I treat many problems in living with clients whose gambles did not pay off emotionally, for example, treating a divorcing couple. Divorce has more significant life consequences than losing $100 playing recreational blackjack. Who you meet and marry is a gamble.

Understanding gambling in full requires formal knowledge across many disciplines, including mathematics.

Understanding risky choices in search of desirable outcomes include many scientific fields: psychology, behavioral economics, space travel, neuro-economics, learning theory, statistics and probability, game theory, computer programming, AI, mathematics, biological evolution, and neuroscience.

Our understanding of risk-taking is complicated and mathematical. For example, NASA "gambled" on the 135 Space Shuttle missions. A retrospective risk analysis by the Space Shuttle Safety and Mission Assurance Office found that the first nine shuttle flights had a 1 in 9 chance of catastrophic failure.

In psychology, and this is no revelation, there are failures and setbacks along the way to succeed in life. Ask any successful entrepreneur who risked it all on the "next" business.

Why do we gamble?

The question is, why do we gamble? If you rethink "gambling" as simply a choice with an unknown outcome, this is living our life. A casino simply institutionalizes this predisposition for risk-taking, assigning a known value to the result. And monetary gambling is non-discriminatory, unlike racism in real life. In the gambling world, the only color is green.

People gamble in life, in casinos, online for the action, the rush, the thrill to win money, socialize, be stimulated, escape from social and mental health problems causing (in some) substance abuse, obsessive-compulsive disorders, and depression after a significant loss. That is, the outcome was highly undesirable given substantial stakes.

Gambling and mental health.

If you are a problem gambler, the formal diagnosis is "impulse control disorder." A significant monetary loss or inability to stop (self-discipline) is a "problem gambler" that leads to despondency and helplessness. This makes problem gambling addiction. The low payoffs are less than the actual value of what you can financially and psychologically afford to lose.

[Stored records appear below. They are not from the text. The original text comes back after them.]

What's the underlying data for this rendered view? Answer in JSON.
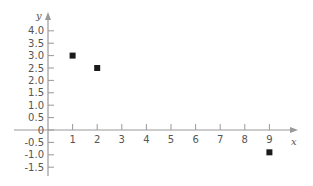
{
  "chart_data": {
    "type": "scatter",
    "title": "",
    "xlabel": "x",
    "ylabel": "y",
    "x": [
      1,
      2,
      9
    ],
    "y": [
      3.0,
      2.5,
      -0.9
    ],
    "points": [
      {
        "x": 1,
        "y": 3.0
      },
      {
        "x": 2,
        "y": 2.5
      },
      {
        "x": 9,
        "y": -0.9
      }
    ],
    "xticks": [
      1,
      2,
      3,
      4,
      5,
      6,
      7,
      8,
      9
    ],
    "xtick_labels": [
      "1",
      "2",
      "3",
      "4",
      "5",
      "6",
      "7",
      "8",
      "9"
    ],
    "yticks": [
      4.0,
      3.5,
      3.0,
      2.5,
      2.0,
      1.5,
      1.0,
      0.5,
      0,
      -0.5,
      -1.0,
      -1.5
    ],
    "ytick_labels": [
      "4.0",
      "3.5",
      "3.0",
      "2.5",
      "2.0",
      "1.5",
      "1.0",
      "0.5",
      "0",
      "-0.5",
      "-1.0",
      "-1.5"
    ],
    "xlim": [
      -0.3,
      10.1
    ],
    "ylim": [
      -1.8,
      4.6
    ],
    "grid": false,
    "legend": null,
    "marker": "square",
    "colors": {
      "axis": "#999999",
      "marker": "#1a1a1a",
      "text": "#555555"
    }
  }
}
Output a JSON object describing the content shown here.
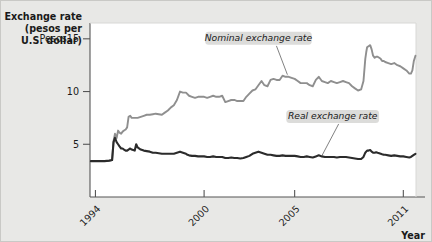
{
  "figure": {
    "background_color": "#e8e8e6",
    "plot_background_color": "#ffffff",
    "border_color": "#c9c9c6"
  },
  "chart_data": {
    "type": "line",
    "title": "",
    "ylabel_lines": [
      "Exchange rate",
      "(pesos per",
      "U.S. dollar)"
    ],
    "xlabel": "Year",
    "y_unit_prefix": "Pesos",
    "yticks": [
      5,
      10,
      15
    ],
    "ytick_labels": [
      "5",
      "10",
      "Pesos15"
    ],
    "ylim": [
      0,
      16.5
    ],
    "grid": false,
    "xticks": [
      1994,
      2000,
      2005,
      2011
    ],
    "xtick_labels": [
      "1994",
      "2000",
      "2005",
      "2011"
    ],
    "xlim": [
      1993.7,
      2011.7
    ],
    "legend_position": "inline-annotations",
    "series": [
      {
        "name": "Nominal exchange rate",
        "color": "#8f8f8f",
        "width": 1.9,
        "label_x": 2003.0,
        "label_y": 14.9,
        "leader_to_x": 2004.6,
        "leader_to_y": 11.6,
        "x": [
          1993.75,
          1994.0,
          1994.17,
          1994.33,
          1994.5,
          1994.67,
          1994.83,
          1994.92,
          1995.0,
          1995.08,
          1995.17,
          1995.25,
          1995.33,
          1995.42,
          1995.5,
          1995.58,
          1995.67,
          1995.75,
          1995.83,
          1995.92,
          1996.0,
          1996.17,
          1996.33,
          1996.5,
          1996.67,
          1996.83,
          1997.0,
          1997.17,
          1997.33,
          1997.5,
          1997.67,
          1997.83,
          1998.0,
          1998.17,
          1998.33,
          1998.5,
          1998.67,
          1998.83,
          1999.0,
          1999.17,
          1999.33,
          1999.5,
          1999.67,
          1999.83,
          2000.0,
          2000.17,
          2000.33,
          2000.5,
          2000.67,
          2000.83,
          2001.0,
          2001.17,
          2001.33,
          2001.5,
          2001.67,
          2001.83,
          2002.0,
          2002.17,
          2002.33,
          2002.5,
          2002.67,
          2002.83,
          2003.0,
          2003.17,
          2003.33,
          2003.5,
          2003.67,
          2003.83,
          2004.0,
          2004.17,
          2004.33,
          2004.5,
          2004.67,
          2004.83,
          2005.0,
          2005.17,
          2005.33,
          2005.5,
          2005.67,
          2005.83,
          2006.0,
          2006.17,
          2006.33,
          2006.5,
          2006.67,
          2006.83,
          2007.0,
          2007.17,
          2007.33,
          2007.5,
          2007.67,
          2007.83,
          2008.0,
          2008.17,
          2008.33,
          2008.5,
          2008.67,
          2008.8,
          2008.9,
          2008.95,
          2009.0,
          2009.08,
          2009.17,
          2009.25,
          2009.33,
          2009.42,
          2009.5,
          2009.58,
          2009.67,
          2009.75,
          2009.83,
          2009.92,
          2010.0,
          2010.17,
          2010.33,
          2010.5,
          2010.67,
          2010.83,
          2011.0,
          2011.17,
          2011.33,
          2011.42,
          2011.5,
          2011.58,
          2011.67
        ],
        "y": [
          3.4,
          3.4,
          3.4,
          3.4,
          3.4,
          3.4,
          3.45,
          3.5,
          5.3,
          6.0,
          5.6,
          6.3,
          6.1,
          6.0,
          6.2,
          6.3,
          6.4,
          6.6,
          7.6,
          7.7,
          7.5,
          7.5,
          7.5,
          7.6,
          7.7,
          7.8,
          7.8,
          7.85,
          7.9,
          7.85,
          7.8,
          8.0,
          8.2,
          8.5,
          8.7,
          9.2,
          10.0,
          9.9,
          9.9,
          9.6,
          9.5,
          9.4,
          9.5,
          9.5,
          9.5,
          9.4,
          9.5,
          9.6,
          9.5,
          9.5,
          9.6,
          9.0,
          9.1,
          9.2,
          9.2,
          9.1,
          9.1,
          9.1,
          9.5,
          9.8,
          10.1,
          10.2,
          10.6,
          11.0,
          10.6,
          10.5,
          11.1,
          11.2,
          11.1,
          11.1,
          11.5,
          11.4,
          11.4,
          11.3,
          11.2,
          11.0,
          10.8,
          10.8,
          10.8,
          10.6,
          10.5,
          11.1,
          11.4,
          11.0,
          10.9,
          10.8,
          11.0,
          10.9,
          10.8,
          10.9,
          11.0,
          10.9,
          10.8,
          10.5,
          10.3,
          10.1,
          10.2,
          11.0,
          13.1,
          13.7,
          14.2,
          14.3,
          14.4,
          14.0,
          13.4,
          13.2,
          13.3,
          13.3,
          13.2,
          13.1,
          12.9,
          12.9,
          12.8,
          12.7,
          12.6,
          12.7,
          12.5,
          12.4,
          12.2,
          12.0,
          11.7,
          11.7,
          12.0,
          12.9,
          13.4
        ]
      },
      {
        "name": "Real exchange rate",
        "color": "#2b2b2b",
        "width": 2.1,
        "label_x": 2007.1,
        "label_y": 7.5,
        "leader_to_x": 2006.5,
        "leader_to_y": 3.9,
        "x": [
          1993.75,
          1994.0,
          1994.25,
          1994.5,
          1994.75,
          1994.92,
          1995.0,
          1995.08,
          1995.17,
          1995.25,
          1995.33,
          1995.42,
          1995.5,
          1995.58,
          1995.67,
          1995.75,
          1995.83,
          1995.92,
          1996.0,
          1996.17,
          1996.25,
          1996.33,
          1996.5,
          1996.67,
          1996.83,
          1997.0,
          1997.17,
          1997.33,
          1997.5,
          1997.67,
          1997.83,
          1998.0,
          1998.17,
          1998.33,
          1998.5,
          1998.67,
          1998.83,
          1999.0,
          1999.08,
          1999.17,
          1999.33,
          1999.5,
          1999.67,
          1999.83,
          2000.0,
          2000.17,
          2000.33,
          2000.5,
          2000.67,
          2000.83,
          2001.0,
          2001.17,
          2001.33,
          2001.5,
          2001.67,
          2001.83,
          2002.0,
          2002.17,
          2002.33,
          2002.5,
          2002.67,
          2002.83,
          2003.0,
          2003.17,
          2003.33,
          2003.5,
          2003.67,
          2003.83,
          2004.0,
          2004.17,
          2004.33,
          2004.5,
          2004.67,
          2004.83,
          2005.0,
          2005.17,
          2005.33,
          2005.5,
          2005.67,
          2005.83,
          2006.0,
          2006.17,
          2006.33,
          2006.5,
          2006.67,
          2006.83,
          2007.0,
          2007.17,
          2007.33,
          2007.5,
          2007.67,
          2007.83,
          2008.0,
          2008.17,
          2008.33,
          2008.5,
          2008.67,
          2008.8,
          2008.9,
          2008.95,
          2009.0,
          2009.08,
          2009.17,
          2009.25,
          2009.33,
          2009.42,
          2009.5,
          2009.58,
          2009.67,
          2009.75,
          2009.83,
          2009.92,
          2010.0,
          2010.17,
          2010.33,
          2010.5,
          2010.67,
          2010.83,
          2011.0,
          2011.17,
          2011.33,
          2011.42,
          2011.5,
          2011.58,
          2011.67
        ],
        "y": [
          3.4,
          3.4,
          3.4,
          3.4,
          3.45,
          3.5,
          5.2,
          5.6,
          5.2,
          5.0,
          4.8,
          4.6,
          4.6,
          4.5,
          4.4,
          4.4,
          4.5,
          4.6,
          4.5,
          4.4,
          5.0,
          4.7,
          4.5,
          4.4,
          4.35,
          4.3,
          4.2,
          4.2,
          4.15,
          4.1,
          4.1,
          4.1,
          4.1,
          4.1,
          4.2,
          4.3,
          4.2,
          4.1,
          4.0,
          3.95,
          3.9,
          3.9,
          3.85,
          3.85,
          3.85,
          3.8,
          3.8,
          3.85,
          3.8,
          3.8,
          3.8,
          3.7,
          3.7,
          3.75,
          3.7,
          3.7,
          3.65,
          3.7,
          3.8,
          3.9,
          4.1,
          4.2,
          4.3,
          4.2,
          4.1,
          4.0,
          4.0,
          3.95,
          3.9,
          3.9,
          3.95,
          3.9,
          3.9,
          3.9,
          3.9,
          3.85,
          3.8,
          3.8,
          3.85,
          3.8,
          3.75,
          3.85,
          3.95,
          3.85,
          3.8,
          3.8,
          3.8,
          3.8,
          3.75,
          3.8,
          3.8,
          3.8,
          3.75,
          3.7,
          3.65,
          3.6,
          3.6,
          3.8,
          4.2,
          4.3,
          4.4,
          4.4,
          4.45,
          4.3,
          4.2,
          4.2,
          4.25,
          4.2,
          4.15,
          4.1,
          4.05,
          4.0,
          4.0,
          3.95,
          3.9,
          3.95,
          3.9,
          3.85,
          3.85,
          3.8,
          3.75,
          3.8,
          3.9,
          4.0,
          4.1
        ]
      }
    ]
  }
}
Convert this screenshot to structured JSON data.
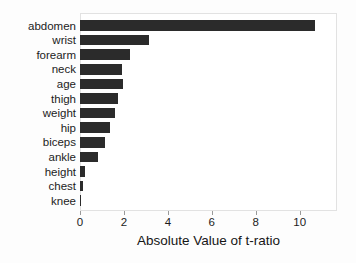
{
  "chart_data": {
    "type": "bar",
    "orientation": "horizontal",
    "title": "",
    "xlabel": "Absolute Value of t-ratio",
    "ylabel": "",
    "categories": [
      "abdomen",
      "wrist",
      "forearm",
      "neck",
      "age",
      "thigh",
      "weight",
      "hip",
      "biceps",
      "ankle",
      "height",
      "chest",
      "knee"
    ],
    "values": [
      10.7,
      3.15,
      2.28,
      1.92,
      1.96,
      1.74,
      1.6,
      1.37,
      1.12,
      0.82,
      0.22,
      0.15,
      0.04
    ],
    "xlim": [
      0,
      11.7
    ],
    "xticks": [
      0,
      2,
      4,
      6,
      8,
      10
    ],
    "xticklabels": [
      "0",
      "2",
      "4",
      "6",
      "8",
      "10"
    ],
    "grid": false,
    "legend": null,
    "bar_color": "#2b2b2b",
    "plot_background": "#ffffff",
    "frame_color": "#e2e2e2"
  }
}
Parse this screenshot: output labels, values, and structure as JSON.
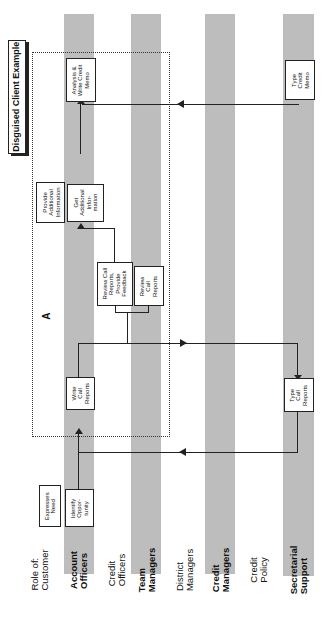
{
  "title": "Disguised Client Example",
  "region_label": "A",
  "roles": [
    {
      "label": "Role of:\nCustomer",
      "shaded": false
    },
    {
      "label": "Account\nOfficers",
      "shaded": true
    },
    {
      "label": "Credit\nOfficers",
      "shaded": false
    },
    {
      "label": "Team\nManagers",
      "shaded": true
    },
    {
      "label": "District\nManagers",
      "shaded": false
    },
    {
      "label": "Credit\nManagers",
      "shaded": true
    },
    {
      "label": "Credit\nPolicy",
      "shaded": false
    },
    {
      "label": "Secretarial\nSupport",
      "shaded": true
    }
  ],
  "steps": {
    "expresses_need": "Expresses\nNeed",
    "identify_opportunity": "Identify\nOppor-\ntunity",
    "write_call_reports": "Write\nCall\nReports",
    "type_call_reports": "Type\nCall\nReports",
    "review_call_reports_feedback": "Review Call\nReports,\nProvide\nFeedback",
    "review_call_reports": "Review\nCall\nReports",
    "get_additional_information": "Get\nAdditional\nInfor-\nmation",
    "provide_additional_information": "Provide\nAdditional\nInformation",
    "analysis_write_credit_memo": "Analysis &\nWrite Credit\nMemo",
    "type_credit_memo": "Type\nCredit\nMemo"
  },
  "colors": {
    "lane": "#bdbdbd",
    "line": "#222222"
  }
}
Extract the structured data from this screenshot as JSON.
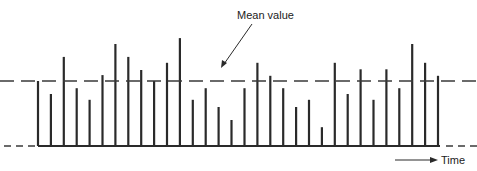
{
  "chart_data": {
    "type": "bar",
    "title": "",
    "annotation": "Mean value",
    "time_label": "Time",
    "xlabel": "Time",
    "ylabel": "",
    "mean_value": 1.0,
    "baseline_value": 0.0,
    "ylim": [
      0,
      1.65
    ],
    "grid": false,
    "legend": "none",
    "colors": {
      "bars": "#2a2a2a",
      "lines": "#3a3a3a",
      "background": "#ffffff"
    },
    "values": [
      1.0,
      0.8,
      1.37,
      0.89,
      0.71,
      1.09,
      1.57,
      1.37,
      1.17,
      1.0,
      1.28,
      1.66,
      0.71,
      0.89,
      0.6,
      0.4,
      0.89,
      1.28,
      1.08,
      0.89,
      0.6,
      0.71,
      0.29,
      1.28,
      0.8,
      1.18,
      0.71,
      1.18,
      0.89,
      1.57,
      1.28,
      1.08
    ]
  }
}
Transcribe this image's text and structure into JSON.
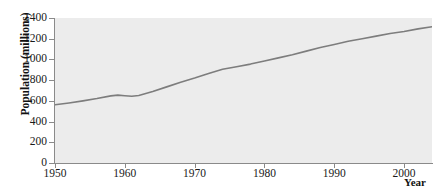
{
  "chart_data": {
    "type": "line",
    "title": "",
    "subtitle": "",
    "xlabel": "Year",
    "ylabel": "Population (millions)",
    "xlim": [
      1950,
      2004
    ],
    "ylim": [
      0,
      1400
    ],
    "grid": false,
    "legend": "none",
    "x_ticks": [
      1950,
      1960,
      1970,
      1980,
      1990,
      2000
    ],
    "x_tick_labels": [
      "1950",
      "1960",
      "1970",
      "1980",
      "1990",
      "2000"
    ],
    "y_ticks": [
      0,
      200,
      400,
      600,
      800,
      1000,
      1200,
      1400
    ],
    "y_tick_labels": [
      "0",
      "200",
      "400",
      "600",
      "800",
      "1000",
      "1200",
      "1400"
    ],
    "series": [
      {
        "name": "Population",
        "color": "#7d7d7d",
        "line_width": 1.6,
        "x": [
          1950,
          1952,
          1954,
          1956,
          1958,
          1959,
          1960,
          1961,
          1962,
          1964,
          1966,
          1968,
          1970,
          1972,
          1974,
          1976,
          1978,
          1980,
          1982,
          1984,
          1986,
          1988,
          1990,
          1992,
          1994,
          1996,
          1998,
          2000,
          2002,
          2004
        ],
        "values": [
          563,
          580,
          600,
          622,
          648,
          655,
          650,
          645,
          652,
          690,
          735,
          780,
          820,
          865,
          905,
          930,
          955,
          985,
          1015,
          1045,
          1080,
          1115,
          1145,
          1175,
          1200,
          1225,
          1250,
          1270,
          1295,
          1315
        ]
      }
    ],
    "panel_background": "#ececec",
    "axis_color": "#8a8a8a",
    "text_color": "#1a1a1a"
  },
  "axis": {
    "y_title": "Population (millions)",
    "x_title": "Year"
  }
}
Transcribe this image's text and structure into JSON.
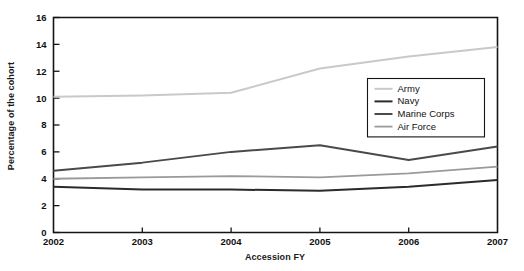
{
  "chart_data": {
    "type": "line",
    "title": "",
    "xlabel": "Accession FY",
    "ylabel": "Percentage of the cohort",
    "x": [
      2002,
      2003,
      2004,
      2005,
      2006,
      2007
    ],
    "categories": [
      "2002",
      "2003",
      "2004",
      "2005",
      "2006",
      "2007"
    ],
    "xlim": [
      2002,
      2007
    ],
    "ylim": [
      0,
      16
    ],
    "yticks": [
      0,
      2,
      4,
      6,
      8,
      10,
      12,
      14,
      16
    ],
    "ytick_labels": [
      "0",
      "2",
      "4",
      "6",
      "8",
      "10",
      "12",
      "14",
      "16"
    ],
    "xticks": [
      2002,
      2003,
      2004,
      2005,
      2006,
      2007
    ],
    "xtick_labels": [
      "2002",
      "2003",
      "2004",
      "2005",
      "2006",
      "2007"
    ],
    "grid": false,
    "legend_position": "center-right-inside",
    "series": [
      {
        "name": "Army",
        "color": "#c9c9c9",
        "width": 2.0,
        "values": [
          10.1,
          10.2,
          10.4,
          12.2,
          13.1,
          13.8
        ]
      },
      {
        "name": "Navy",
        "color": "#2b2b2b",
        "width": 2.0,
        "values": [
          3.4,
          3.2,
          3.2,
          3.1,
          3.4,
          3.9
        ]
      },
      {
        "name": "Marine Corps",
        "color": "#4a4a4a",
        "width": 2.0,
        "values": [
          4.6,
          5.2,
          6.0,
          6.5,
          5.4,
          6.4
        ]
      },
      {
        "name": "Air Force",
        "color": "#9a9a9a",
        "width": 1.8,
        "values": [
          4.0,
          4.1,
          4.2,
          4.1,
          4.4,
          4.9
        ]
      }
    ]
  },
  "legend": {
    "entries": [
      {
        "label": "Army"
      },
      {
        "label": "Navy"
      },
      {
        "label": "Marine Corps"
      },
      {
        "label": "Air Force"
      }
    ]
  },
  "axes": {
    "x_title": "Accession FY",
    "y_title": "Percentage of the cohort"
  }
}
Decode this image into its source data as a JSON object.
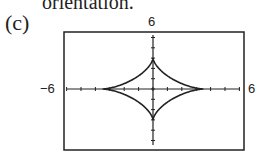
{
  "header_text": "orientation.",
  "part_label": "(c)",
  "chart_data": {
    "type": "line",
    "title": "",
    "xlabel": "",
    "ylabel": "",
    "xlim": [
      -6,
      6
    ],
    "ylim": [
      -6,
      6
    ],
    "x_tick_labels": [
      "-6",
      "6"
    ],
    "y_tick_labels": [
      "6"
    ],
    "grid": false,
    "cusps": [
      [
        3.5,
        0
      ],
      [
        0,
        3
      ],
      [
        -3.5,
        0
      ],
      [
        0,
        -3
      ]
    ]
  },
  "labels": {
    "x_min": "−6",
    "x_max": "6",
    "y_max": "6"
  }
}
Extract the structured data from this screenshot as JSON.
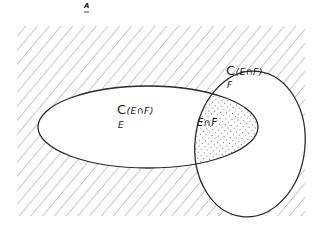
{
  "figure": {
    "corner_mark": "A",
    "universe": {
      "name": "A",
      "fill": "hatched",
      "hatch_color": "#9a9a9a"
    },
    "set_E": {
      "name": "E",
      "shape": "ellipse"
    },
    "set_F": {
      "name": "F",
      "shape": "ellipse"
    },
    "labels": {
      "complement_E": {
        "symbol": "C",
        "arg": "(E∩F)",
        "subscript": "E"
      },
      "complement_F": {
        "symbol": "C",
        "arg": "(E∩F)",
        "subscript": "F"
      },
      "intersection": "E∩F"
    },
    "colors": {
      "stroke": "#2a2a2a",
      "hatch": "#9a9a9a",
      "dots": "#555555",
      "background": "#ffffff"
    }
  }
}
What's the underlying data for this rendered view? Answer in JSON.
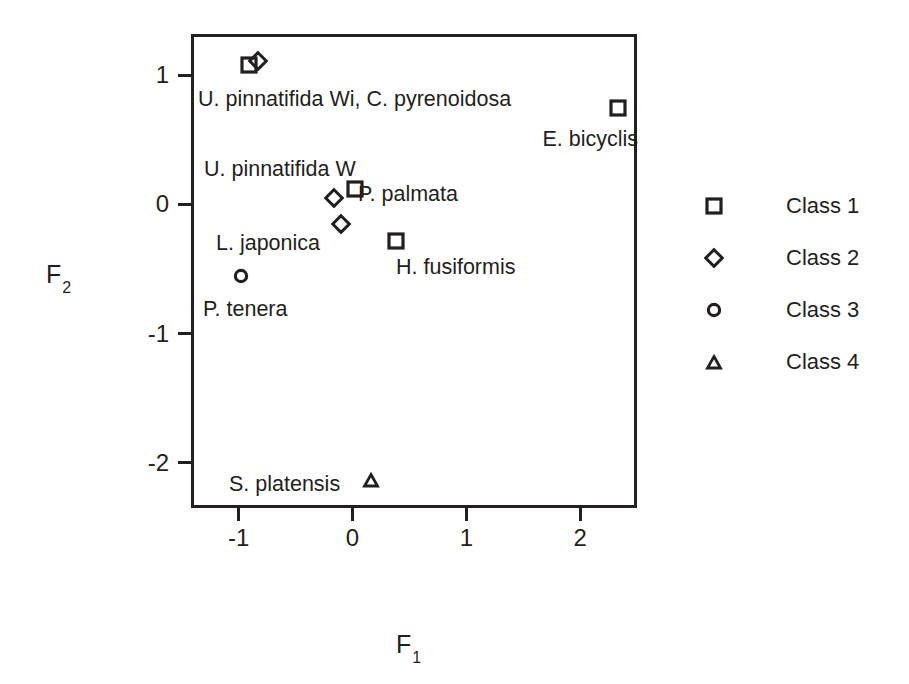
{
  "chart_data": {
    "type": "scatter",
    "title": "",
    "xlabel": "F1",
    "ylabel": "F2",
    "xlabel_base": "F",
    "xlabel_sub": "1",
    "ylabel_base": "F",
    "ylabel_sub": "2",
    "xlim": [
      -1.42,
      2.5
    ],
    "ylim": [
      -2.35,
      1.32
    ],
    "xticks": [
      -1,
      0,
      1,
      2
    ],
    "xticklabels": [
      "-1",
      "0",
      "1",
      "2"
    ],
    "yticks": [
      1,
      0,
      -1,
      -2
    ],
    "yticklabels": [
      "1",
      "0",
      "-1",
      "-2"
    ],
    "grid": false,
    "legend_position": "right",
    "marker_color": "#231f20",
    "points": [
      {
        "label": "U. pinnatifida Wi",
        "class": "Class 1",
        "marker": "square",
        "x": -0.91,
        "y": 1.08
      },
      {
        "label": "C. pyrenoidosa",
        "class": "Class 2",
        "marker": "diamond",
        "x": -0.83,
        "y": 1.11
      },
      {
        "label": "E. bicyclis",
        "class": "Class 1",
        "marker": "square",
        "x": 2.33,
        "y": 0.75
      },
      {
        "label": "U. pinnatifida W",
        "class": "Class 2",
        "marker": "diamond",
        "x": -0.16,
        "y": 0.05
      },
      {
        "label": "P. palmata",
        "class": "Class 1",
        "marker": "square",
        "x": 0.02,
        "y": 0.12
      },
      {
        "label": "L. japonica",
        "class": "Class 2",
        "marker": "diamond",
        "x": -0.1,
        "y": -0.15
      },
      {
        "label": "P. tenera",
        "class": "Class 3",
        "marker": "circle",
        "x": -0.98,
        "y": -0.55
      },
      {
        "label": "H. fusiformis",
        "class": "Class 1",
        "marker": "square",
        "x": 0.38,
        "y": -0.28
      },
      {
        "label": "S. platensis",
        "class": "Class 4",
        "marker": "triangle",
        "x": 0.16,
        "y": -2.13
      }
    ],
    "annotations": [
      {
        "text": "U. pinnatifida Wi, C. pyrenoidosa",
        "x": 198,
        "y": 100,
        "align": "left"
      },
      {
        "text": "E. bicyclis",
        "x": 638,
        "y": 140,
        "align": "right"
      },
      {
        "text": "U. pinnatifida W",
        "x": 204,
        "y": 170,
        "align": "left"
      },
      {
        "text": "P. palmata",
        "x": 358,
        "y": 195,
        "align": "left"
      },
      {
        "text": "L. japonica",
        "x": 216,
        "y": 244,
        "align": "left"
      },
      {
        "text": "P. tenera",
        "x": 203,
        "y": 310,
        "align": "left"
      },
      {
        "text": "H. fusiformis",
        "x": 396,
        "y": 268,
        "align": "left"
      },
      {
        "text": "S. platensis",
        "x": 229,
        "y": 485,
        "align": "left"
      }
    ],
    "legend": [
      {
        "label": "Class 1",
        "marker": "square"
      },
      {
        "label": "Class 2",
        "marker": "diamond"
      },
      {
        "label": "Class 3",
        "marker": "circle"
      },
      {
        "label": "Class 4",
        "marker": "triangle"
      }
    ]
  }
}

I once watched a younger gentleman at a high roller roulette table (inside bets up to $25,000) cover the table with $500 chips and always lose. I was dumbfounded, and so as he as his two-foot-high stack of $500 chips (about $100K) went to zero. He has a problem ( I assume) will when he gets home.

Gambling can be fun when the stakes are low.

To be fair, gambling provides spice to life, but it is easy to become addicted after a significant win or loss. A large win (success) means you suddenly believe in easy money and that people are suckers who earn a living. A considerable loss means you have to chase a win to just break even.

If too many life choices culminate in undesirable outcomes, you must change. Therapy is one possible process to achieve constructive changes quickly, to avoid pitfalls since suffering emerges from loss and self-defeating behaviors. If all paths are dead ends, seek advice now. Take the gamble.

References

Diagnostic And Statistical Manual of Mental Disorders, Fifth Edition. (2013) American Psychiatric Association. Washington, D.C.

Griffiths, M. (1990) The Cognitive Psychology of Gambling. Journal of Gambling Studies. Vol. 6 (1), Spring. Human Sciences Press. New York.

Flatow, I. (2011) Early Space Shuttle Flights Riskier Than Estimated. NPR Radio March 4, 2011.